The inclusion of these supported plugins means that unlike with Apigee, you do not need to develop these from scratch with custom code just to extend the functionality of the platform to support modern requirements.

My particular favorite plugin is the OIDC plugin, which allows you to provide a fully OIDC-compliant API interface to your consumers by simply filling in four fields (although the plugin is extensively configurable with 200+ options, meaning that you have the flexibility to integrate with any OIDC compliant identity server that you have in your organization!). No more wrestling with OAuth 2.0 policies and trying to trick them into supporting OIDC, which is often the case on some of the legacy API management vendors.

We recognize that many organizations have their own edge use cases, so we provide tooling to quickly and easily build your own Kong policies if required. The Kong open source community is extremely active, and there are hundreds of additional policies that have been written by the community and are available as open source plugins. If you want to build your own, then you can use the provided plugin development kits, which allow you to implement your own functionality in JavaScript, Python, Go and Lua.

Watch this space for more extensibility through WasmX where we will be bringing the power of WebAssembly standards into Kong Gateway, enabling Kong plugins support for any Envoy filter out of the box, plus the ability to write new plugins with even more programming languages!

This level of flexibility in extending the functionality of your API gateways is only possible when open source is at the heart of the product. An active community of contributors is simply not available when leveraging products like Apigee, which are built on proprietary code.

Often when configuring API gateways, it's not really about what you are configuring them to do but how you actually deliver that configuration on the platform. One of the really nice things about Kong is that we allow you to configure your gateway in a declarative fashion, in the same way that you configure your applications running on Kubernetes.

We made the design decision to use YAML to represent the gateway configuration, meaning that the config can easily be managed as code vs. the heavy XML and Maven-centric experience that many of the API management 1.0 platforms like Apigee offer.

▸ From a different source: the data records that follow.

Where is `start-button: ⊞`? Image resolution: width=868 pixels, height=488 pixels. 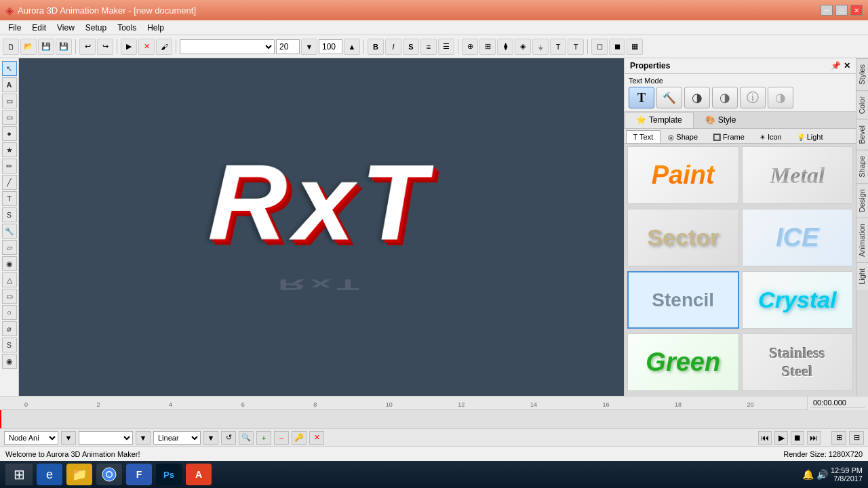 start-button: ⊞ is located at coordinates (19, 474).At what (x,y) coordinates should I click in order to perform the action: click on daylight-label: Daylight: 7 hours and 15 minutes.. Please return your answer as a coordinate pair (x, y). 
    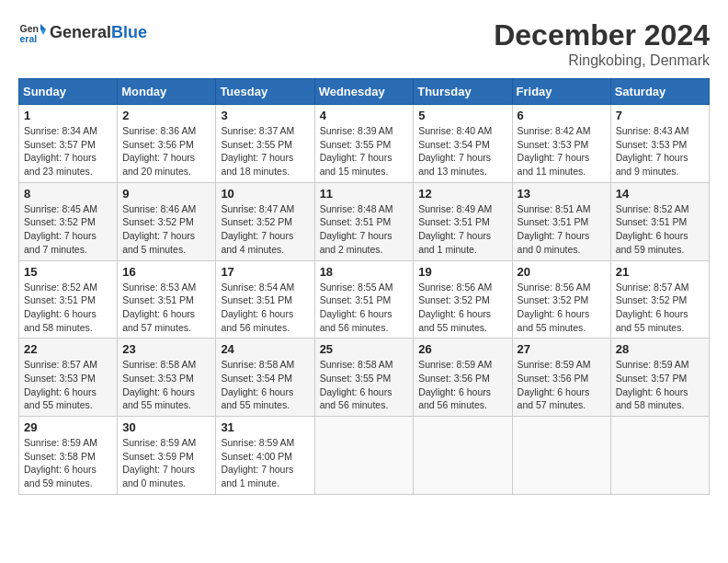
    Looking at the image, I should click on (357, 164).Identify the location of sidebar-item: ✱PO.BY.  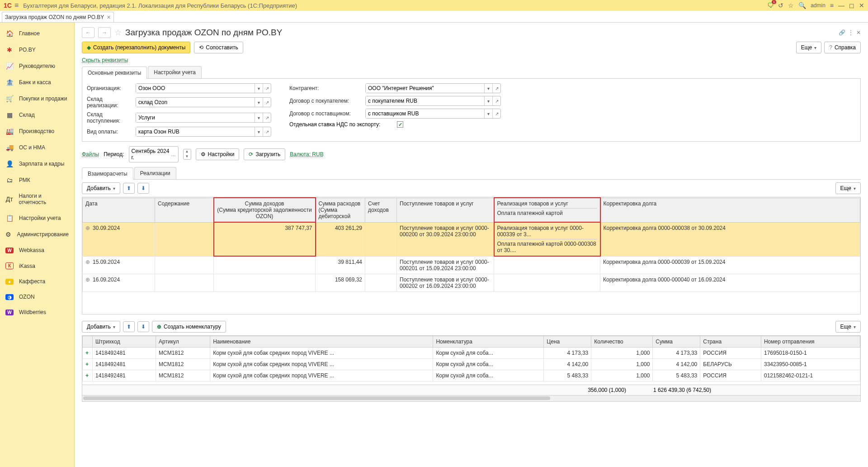
(37, 50).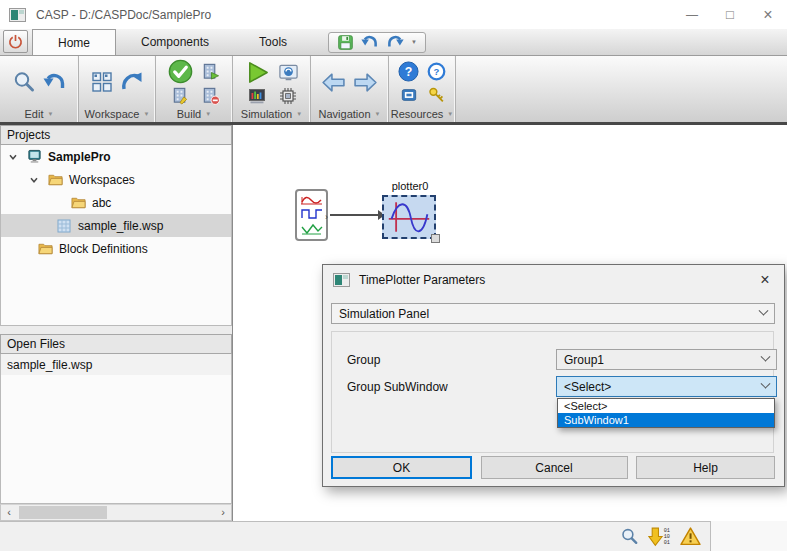 This screenshot has width=787, height=551. I want to click on search-icon, so click(24, 82).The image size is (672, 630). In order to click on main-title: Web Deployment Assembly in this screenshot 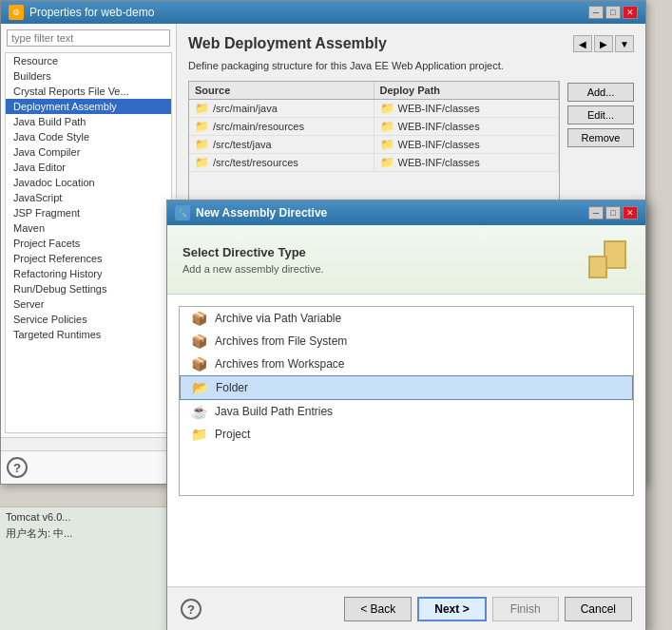, I will do `click(287, 44)`.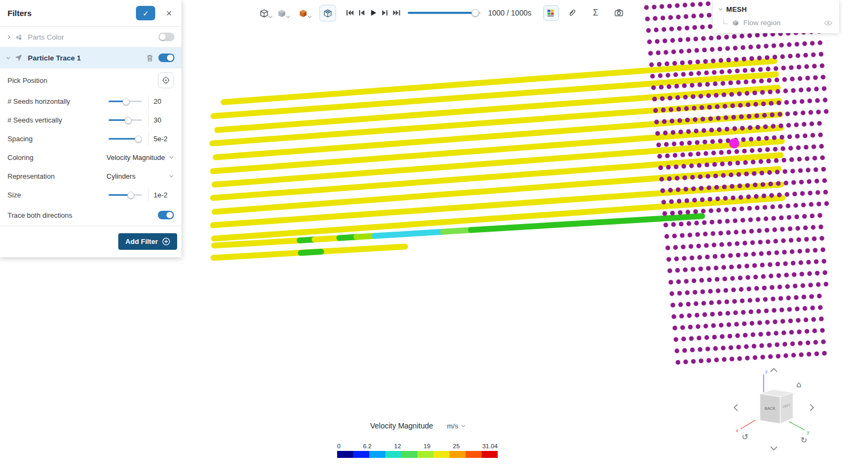 The image size is (868, 475). Describe the element at coordinates (385, 13) in the screenshot. I see `next-frame-button` at that location.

One of the biggest challenges when developing against traditional API management solutions such as Apigee is that you often have to develop and test your API proxy logic on the cloud or against a local emulator, which is not a like-for-like comparison to what you will be pushing your code to.

As a developer myself, I love the fact that I have the flexibility to deploy the entire Kong platform locally on my laptop, on Docker Desktop, on minikube, on Vagrant boxes, etc. That ensures that I am developing against the exact same runtime that I will be deploying my code to.

No more "but it worked on my machine!" This is especially important when you have an environment where you have deployed Kong on many different types of infrastructure - you might have Kong running on AKS as a Kubernetes ingress controller, on virtual machines as a centralized gateway and on serverless platforms such as GCP Cloud Run. You can develop the configuration locally knowing that you will be deploying to the exact same runtime

In summary

To wrap up, I love the fact that Kong provides our customers the flexibility to deploy their API gateways across any infrastructure without compromise, to support any architecture allowing them to deploy the platform as an ingress controller, centralized gateway or distributed gateways and when actually required, the flexibility to extend the platform using community provided plugins or even build their own extensions using modern programming languages like Go.

But don't take my word for it. Come see a demo of Kong in action today!

READ MORE:

Developer agility meets compliance and security. Discover how Kong can help you become an API-first company.